Morbo said:
and I suppose, Cbus can do the same as the apple stuff?
No, not really. Cbus and Apple Homekit are solving different problems. Clipsal wants to replace traditional home wiring with a network bus. It's similar to what car manufacturers did in the 1980s when they replaced wiring looms with smarter networks such as CAN Bus. Instead of running a wire from the car battery to a switch on your dashboard, and then from the switch to the headlights, they instead wired the switch and the battery and the headlights to a CAN bus controller. Not only did this reduce the weight of the wiring loom, it also allowed new features, e.g. the controller knows when a headlight has blown, or it can control the headlights independently of the switch. A modern car uses CAN bus to integrate dozens of systems including lighting, locks, stereo, heating, seats, mirrors, etc.
Cbus is trying to do the same thing for houses. Clipsal created a network bus to replace traditional home wiring. Clipsal sells some Cbus devices such as switches and motors, and a couple of vendors like Brivis sell Cbus enabled thermostats and the like, but overall Cbus hasn't done well. Unfortunately the Australian market is too small to attract big vendors. I also believe low-power wireless networks such as Zigbee are a better choice for the home. I don't hold much hope for the future of Cbus.
Apple isn't building a new network. Instead they're offering a software "framework" for home devices. Apple's goal is a standard user interface, standard developer interface, and an integrated end-user experience. Apple is initially supporting wireless networks - WiFi, Zigbee and Bluetooth - and obviously bridges into those networks (e.g. Ethernet to WiFi). Apple Homekit is both hardware and network agnostic, which is almost the exact opposite of Clipsal's Cbus.
But Apple Homekit is nascent. I'm taking a wait-and-see approach.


WHAT TO PRODUCE — Scan the lines below and report each one containing "private" by copying it.

THE DATA —
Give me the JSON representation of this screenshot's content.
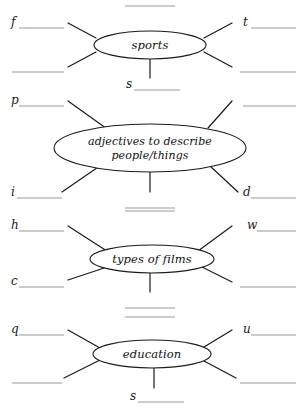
{
  "document": {
    "title": "Vocabulary Mind Map Worksheet",
    "page_background": "#ffffff",
    "ink_color": "#1a1a1a",
    "answer_line_color": "#9a9a9a"
  },
  "clusters": [
    {
      "id": "sports",
      "topic": "sports",
      "branches": [
        {
          "position": "top-left",
          "hint": "f"
        },
        {
          "position": "bottom-left",
          "hint": ""
        },
        {
          "position": "top-right",
          "hint": "t"
        },
        {
          "position": "bottom-right",
          "hint": ""
        },
        {
          "position": "bottom",
          "hint": "s"
        }
      ]
    },
    {
      "id": "adjectives",
      "topic": "adjectives to describe people/things",
      "topic_line_1": "adjectives to describe",
      "topic_line_2": "people/things",
      "branches": [
        {
          "position": "top-left",
          "hint": "p"
        },
        {
          "position": "bottom-left",
          "hint": "i"
        },
        {
          "position": "top-right",
          "hint": ""
        },
        {
          "position": "bottom-right",
          "hint": "d"
        },
        {
          "position": "bottom",
          "hint": ""
        }
      ]
    },
    {
      "id": "films",
      "topic": "types of films",
      "branches": [
        {
          "position": "top-left",
          "hint": "h"
        },
        {
          "position": "bottom-left",
          "hint": "c"
        },
        {
          "position": "top-right",
          "hint": "w"
        },
        {
          "position": "bottom-right",
          "hint": ""
        },
        {
          "position": "bottom",
          "hint": ""
        }
      ]
    },
    {
      "id": "education",
      "topic": "education",
      "branches": [
        {
          "position": "top-left",
          "hint": "q"
        },
        {
          "position": "bottom-left",
          "hint": ""
        },
        {
          "position": "top-right",
          "hint": "u"
        },
        {
          "position": "bottom-right",
          "hint": ""
        },
        {
          "position": "bottom",
          "hint": "s"
        }
      ]
    }
  ],
  "cut_off_header": "."
}
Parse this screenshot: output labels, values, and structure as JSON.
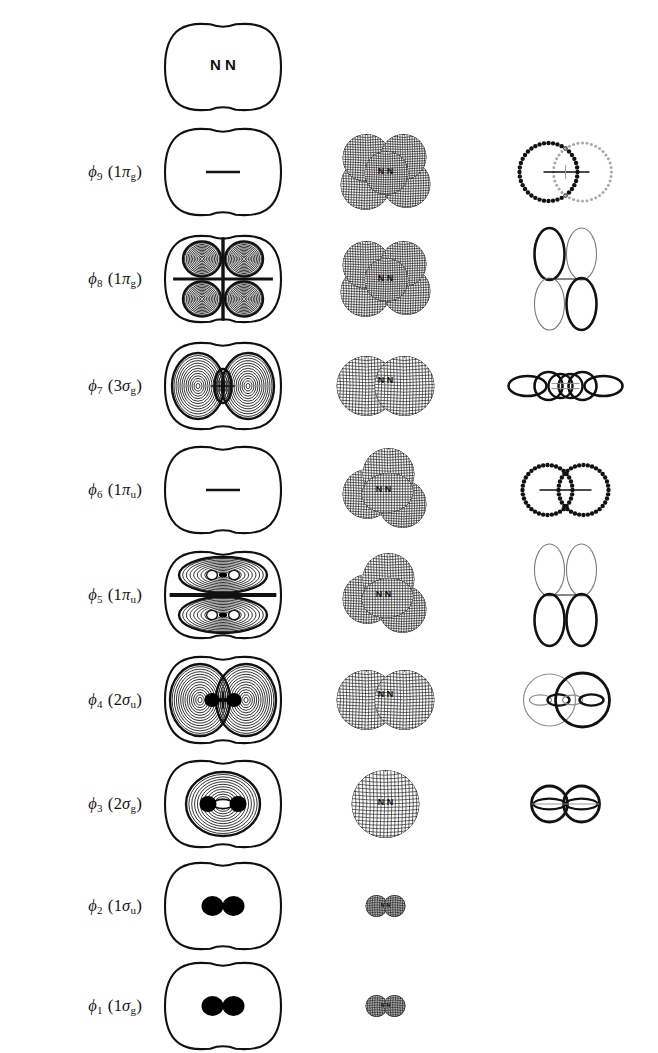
{
  "figure": {
    "title_fragment": "",
    "molecule": "N2",
    "nuclei_labels": [
      "N",
      "N"
    ],
    "columns": [
      {
        "key": "label",
        "name": "orbital-label-column",
        "header": ""
      },
      {
        "key": "contour",
        "name": "contour-plot-column",
        "header": ""
      },
      {
        "key": "mesh",
        "name": "mesh-surface-column",
        "header": ""
      },
      {
        "key": "schem",
        "name": "schematic-overlap-column",
        "header": ""
      }
    ],
    "line_color": "#111111",
    "fill_color": "#000000",
    "light_line_color": "#8a8a8a"
  },
  "rows": [
    {
      "id": "row-nuclei",
      "label": {
        "text": "",
        "phi": "",
        "index": "",
        "term": "",
        "sub": ""
      },
      "y": 16,
      "height": 102,
      "contour": {
        "kind": "outline-nuclei",
        "nuclei": [
          "N",
          "N"
        ]
      },
      "mesh": {
        "kind": "none"
      },
      "schem": {
        "kind": "none"
      }
    },
    {
      "id": "row-phi9",
      "label": {
        "text": "φ9 (1πg)",
        "phi": "ϕ",
        "index": "9",
        "term": "1π",
        "sub": "g"
      },
      "y": 122,
      "height": 100,
      "contour": {
        "kind": "outline-node-dash"
      },
      "mesh": {
        "kind": "pi-four-lobe",
        "scale": 1.0,
        "nuclei": [
          "N",
          "N"
        ]
      },
      "schem": {
        "kind": "two-dotted-circles",
        "left_weight": "bold",
        "right_weight": "light",
        "bar": true
      }
    },
    {
      "id": "row-phi8",
      "label": {
        "text": "φ8 (1πg)",
        "phi": "ϕ",
        "index": "8",
        "term": "1π",
        "sub": "g"
      },
      "y": 226,
      "height": 106,
      "contour": {
        "kind": "contour-four-lobe"
      },
      "mesh": {
        "kind": "pi-four-lobe",
        "scale": 1.0,
        "nuclei": [
          "N",
          "N"
        ]
      },
      "schem": {
        "kind": "four-vertical-ellipses",
        "pattern": [
          "bold",
          "light",
          "light",
          "bold"
        ],
        "bar": true
      }
    },
    {
      "id": "row-phi7",
      "label": {
        "text": "φ7 (3σg)",
        "phi": "ϕ",
        "index": "7",
        "term": "3σ",
        "sub": "g"
      },
      "y": 334,
      "height": 104,
      "contour": {
        "kind": "contour-sigma-3g"
      },
      "mesh": {
        "kind": "sigma-two-sphere",
        "scale": 1.0,
        "nuclei": [
          "N",
          "N"
        ]
      },
      "schem": {
        "kind": "sigma-chain-4",
        "bar": true
      }
    },
    {
      "id": "row-phi6",
      "label": {
        "text": "φ6 (1πu)",
        "phi": "ϕ",
        "index": "6",
        "term": "1π",
        "sub": "u"
      },
      "y": 440,
      "height": 100,
      "contour": {
        "kind": "outline-node-dash"
      },
      "mesh": {
        "kind": "pi-u-lobes",
        "scale": 1.0,
        "nuclei": [
          "N",
          "N"
        ]
      },
      "schem": {
        "kind": "two-dotted-circles-tangent",
        "left_weight": "bold",
        "right_weight": "bold",
        "bar": true
      }
    },
    {
      "id": "row-phi5",
      "label": {
        "text": "φ5 (1πu)",
        "phi": "ϕ",
        "index": "5",
        "term": "1π",
        "sub": "u"
      },
      "y": 542,
      "height": 106,
      "contour": {
        "kind": "contour-pi-u"
      },
      "mesh": {
        "kind": "pi-u-lobes",
        "scale": 1.0,
        "nuclei": [
          "N",
          "N"
        ]
      },
      "schem": {
        "kind": "four-vertical-ellipses",
        "pattern": [
          "light",
          "light",
          "bold",
          "bold"
        ],
        "bar": true
      }
    },
    {
      "id": "row-phi4",
      "label": {
        "text": "φ4 (2σu)",
        "phi": "ϕ",
        "index": "4",
        "term": "2σ",
        "sub": "u"
      },
      "y": 648,
      "height": 104,
      "contour": {
        "kind": "contour-sigma-2u"
      },
      "mesh": {
        "kind": "sigma-two-sphere",
        "scale": 1.0,
        "nuclei": [
          "N",
          "N"
        ]
      },
      "schem": {
        "kind": "sigma-u-two-circles",
        "left_weight": "light",
        "right_weight": "bold"
      }
    },
    {
      "id": "row-phi3",
      "label": {
        "text": "φ3 (2σg)",
        "phi": "ϕ",
        "index": "3",
        "term": "2σ",
        "sub": "g"
      },
      "y": 752,
      "height": 104,
      "contour": {
        "kind": "contour-sigma-2g"
      },
      "mesh": {
        "kind": "sigma-one-sphere",
        "scale": 1.0,
        "nuclei": [
          "N",
          "N"
        ]
      },
      "schem": {
        "kind": "sigma-g-two-circles"
      }
    },
    {
      "id": "row-phi2",
      "label": {
        "text": "φ2 (1σu)",
        "phi": "ϕ",
        "index": "2",
        "term": "1σ",
        "sub": "u"
      },
      "y": 856,
      "height": 100,
      "contour": {
        "kind": "outline-two-dots"
      },
      "mesh": {
        "kind": "core-two-sphere",
        "scale": 0.34,
        "nuclei": [
          "N",
          "N"
        ]
      },
      "schem": {
        "kind": "none"
      }
    },
    {
      "id": "row-phi1",
      "label": {
        "text": "φ1 (1σg)",
        "phi": "ϕ",
        "index": "1",
        "term": "1σ",
        "sub": "g"
      },
      "y": 956,
      "height": 100,
      "contour": {
        "kind": "outline-two-dots"
      },
      "mesh": {
        "kind": "core-two-sphere",
        "scale": 0.34,
        "nuclei": [
          "N",
          "N"
        ]
      },
      "schem": {
        "kind": "none"
      }
    }
  ]
}
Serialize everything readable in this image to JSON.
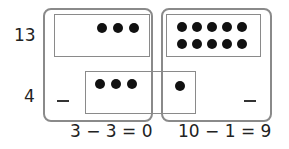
{
  "diagram": {
    "row_labels": {
      "top": "13",
      "bottom": "4"
    },
    "top_left_dots": 3,
    "top_right_dots": 10,
    "bottom_left_dots": 3,
    "bottom_right_dots": 1,
    "minus_symbols": [
      "−",
      "−"
    ],
    "equations": {
      "left": "3 − 3 = 0",
      "right": "10 − 1 = 9"
    },
    "colors": {
      "frame": "#8a8a8a",
      "dot": "#111111",
      "text": "#222222"
    }
  }
}
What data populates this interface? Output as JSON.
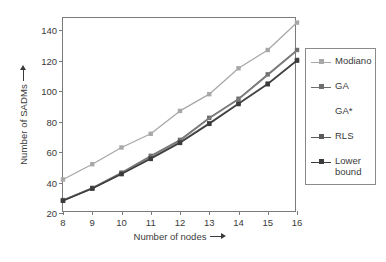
{
  "chart_data": {
    "type": "line",
    "title": "",
    "xlabel": "Number of nodes",
    "ylabel": "Number of SADMs",
    "xlabel_arrow": "right-arrow",
    "ylabel_arrow": "right-arrow",
    "x": [
      8,
      9,
      10,
      11,
      12,
      13,
      14,
      15,
      16
    ],
    "xlim": [
      8,
      16
    ],
    "ylim": [
      20,
      148
    ],
    "xticks": [
      8,
      9,
      10,
      11,
      12,
      13,
      14,
      15,
      16
    ],
    "yticks": [
      20,
      40,
      60,
      80,
      100,
      120,
      140
    ],
    "xtick_labels": [
      "8",
      "9",
      "10",
      "11",
      "12",
      "13",
      "14",
      "15",
      "16"
    ],
    "ytick_labels": [
      "20",
      "40",
      "60",
      "80",
      "100",
      "120",
      "140"
    ],
    "grid": false,
    "legend_position": "right-outside",
    "series": [
      {
        "name": "Modiano",
        "color": "#a8a8a8",
        "marker": "square",
        "values": [
          42,
          52,
          63,
          72,
          87,
          98,
          115,
          127,
          145
        ]
      },
      {
        "name": "GA",
        "color": "#6e6e6e",
        "marker": "square",
        "values": [
          28.5,
          36.5,
          46.5,
          57.5,
          68,
          82.5,
          95,
          111,
          127
        ]
      },
      {
        "name": "GA*",
        "color": "#7e7e7e",
        "marker": "none",
        "values": [
          28.5,
          36.3,
          46.2,
          57,
          67.5,
          82,
          94.5,
          110.5,
          126.5
        ]
      },
      {
        "name": "RLS",
        "color": "#5a5a5a",
        "marker": "square",
        "values": [
          28.2,
          36.2,
          45.8,
          56,
          66.5,
          79,
          92,
          105,
          120.5
        ]
      },
      {
        "name": "Lower bound",
        "color": "#3c3c3c",
        "marker": "square",
        "values": [
          28,
          36,
          45.5,
          55.5,
          66,
          78.5,
          91.5,
          104.5,
          120
        ]
      }
    ]
  },
  "legend": {
    "title": "",
    "items": [
      {
        "label": "Modiano",
        "key": "line-square-marker"
      },
      {
        "label": "GA",
        "key": "line-square-marker"
      },
      {
        "label": "GA*",
        "key": "none"
      },
      {
        "label": "RLS",
        "key": "line-square-marker"
      },
      {
        "label": "Lower bound",
        "label_line1": "Lower",
        "label_line2": "bound",
        "key": "line-square-marker"
      }
    ]
  },
  "axes": {
    "x_title": "Number of nodes",
    "y_title": "Number of SADMs"
  }
}
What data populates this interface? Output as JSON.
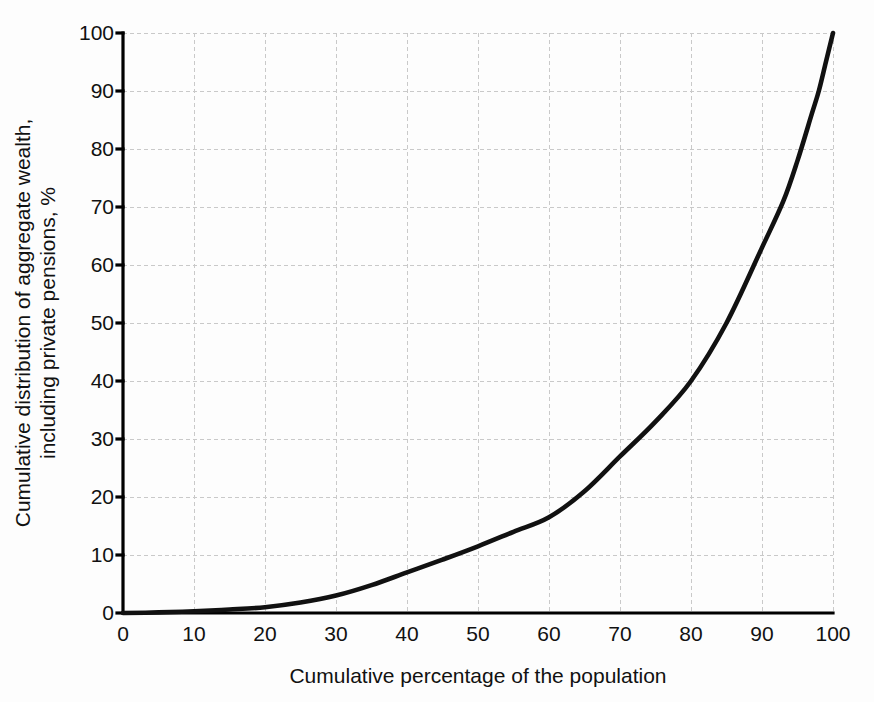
{
  "chart_data": {
    "type": "line",
    "title": "",
    "subtitle": "",
    "xlabel": "Cumulative percentage of the population",
    "ylabel": "Cumulative distribution of aggregate wealth, including private pensions, %",
    "ylabel_line1": "Cumulative distribution of aggregate wealth,",
    "ylabel_line2": "including private pensions, %",
    "xlim": [
      0,
      100
    ],
    "ylim": [
      0,
      100
    ],
    "xticks": [
      "0",
      "10",
      "20",
      "30",
      "40",
      "50",
      "60",
      "70",
      "80",
      "90",
      "100"
    ],
    "yticks": [
      "0",
      "10",
      "20",
      "30",
      "40",
      "50",
      "60",
      "70",
      "80",
      "90",
      "100"
    ],
    "xtick_values": [
      0,
      10,
      20,
      30,
      40,
      50,
      60,
      70,
      80,
      90,
      100
    ],
    "ytick_values": [
      0,
      10,
      20,
      30,
      40,
      50,
      60,
      70,
      80,
      90,
      100
    ],
    "grid": true,
    "grid_style": "dashed",
    "legend": false,
    "legend_position": "none",
    "series": [
      {
        "name": "Lorenz curve of wealth",
        "x": [
          0,
          5,
          10,
          15,
          20,
          25,
          30,
          35,
          40,
          45,
          50,
          55,
          60,
          65,
          70,
          75,
          80,
          85,
          90,
          93,
          95,
          97,
          98,
          99,
          100
        ],
        "values": [
          0,
          0.1,
          0.3,
          0.6,
          1.0,
          1.8,
          3.0,
          4.8,
          7.0,
          9.2,
          11.5,
          14.0,
          16.5,
          21.0,
          27.0,
          33.0,
          40.0,
          50.0,
          63.0,
          71.0,
          78.0,
          86.0,
          90.0,
          95.0,
          100.0
        ]
      }
    ],
    "colors": {
      "curve": "#111111",
      "axis": "#000000",
      "grid": "#c9c9c9",
      "background": "#fdfdfd",
      "text": "#111111"
    }
  },
  "plot_geometry": {
    "left": 123,
    "right": 833,
    "top": 33,
    "bottom": 613
  }
}
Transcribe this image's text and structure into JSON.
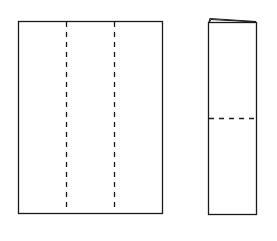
{
  "diagram": {
    "type": "paper-folding-steps",
    "stroke_color": "#1a1a1a",
    "background": "#ffffff",
    "panels": [
      {
        "name": "unfolded-sheet",
        "rect": {
          "x": 18,
          "y": 21,
          "w": 144,
          "h": 192
        },
        "fold_lines": [
          {
            "orientation": "vertical",
            "x": 66,
            "style": "dashed"
          },
          {
            "orientation": "vertical",
            "x": 114,
            "style": "dashed"
          }
        ]
      },
      {
        "name": "trifolded-sheet",
        "rect": {
          "x": 208,
          "y": 22,
          "w": 48,
          "h": 192
        },
        "fold_lines": [
          {
            "orientation": "horizontal",
            "y": 118,
            "style": "dashed"
          }
        ],
        "layered_top_edge": true
      }
    ]
  }
}
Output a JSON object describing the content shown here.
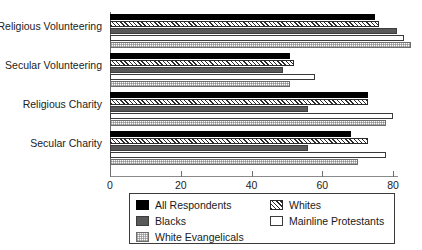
{
  "chart_data": {
    "type": "bar",
    "orientation": "horizontal",
    "title": "",
    "xlabel": "",
    "ylabel": "",
    "xlim": [
      0,
      90
    ],
    "grid": false,
    "legend_position": "bottom",
    "categories": [
      "Religious Volunteering",
      "Secular Volunteering",
      "Religious Charity",
      "Secular Charity"
    ],
    "series": [
      {
        "name": "All Respondents",
        "key": "all",
        "style": "solid-black",
        "color": "#000000",
        "values": [
          75,
          51,
          73,
          68
        ]
      },
      {
        "name": "Whites",
        "key": "whites",
        "style": "diagonal-hatch",
        "color": "#2b2b2b",
        "values": [
          76,
          52,
          73,
          73
        ]
      },
      {
        "name": "Blacks",
        "key": "blacks",
        "style": "solid-gray",
        "color": "#595959",
        "values": [
          81,
          49,
          56,
          56
        ]
      },
      {
        "name": "Mainline Protestants",
        "key": "mainline",
        "style": "solid-white",
        "color": "#ffffff",
        "values": [
          83,
          58,
          80,
          78
        ]
      },
      {
        "name": "White Evangelicals",
        "key": "whiteev",
        "style": "dotted-grid",
        "color": "#d8d8d8",
        "values": [
          85,
          51,
          78,
          70
        ]
      }
    ],
    "xticks": [
      {
        "value": 0,
        "label": "0"
      },
      {
        "value": 20,
        "label": "20"
      },
      {
        "value": 40,
        "label": "40"
      },
      {
        "value": 60,
        "label": "60"
      },
      {
        "value": 80,
        "label": "80"
      }
    ]
  },
  "legend": {
    "left_column": [
      {
        "label": "All Respondents",
        "series_key": "all"
      },
      {
        "label": "Blacks",
        "series_key": "blacks"
      },
      {
        "label": "White Evangelicals",
        "series_key": "whiteev"
      }
    ],
    "right_column": [
      {
        "label": "Whites",
        "series_key": "whites"
      },
      {
        "label": "Mainline Protestants",
        "series_key": "mainline"
      }
    ]
  }
}
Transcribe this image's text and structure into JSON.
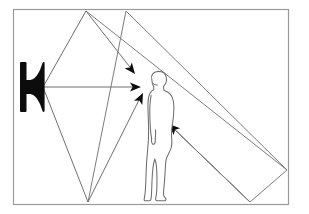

RESPONSE TO THE EXERCISE —
    "ylabel": "Cumulative distribution of aggregate wealth, including private pensions, %",
    "ylabel_line2": "including private pensions, %",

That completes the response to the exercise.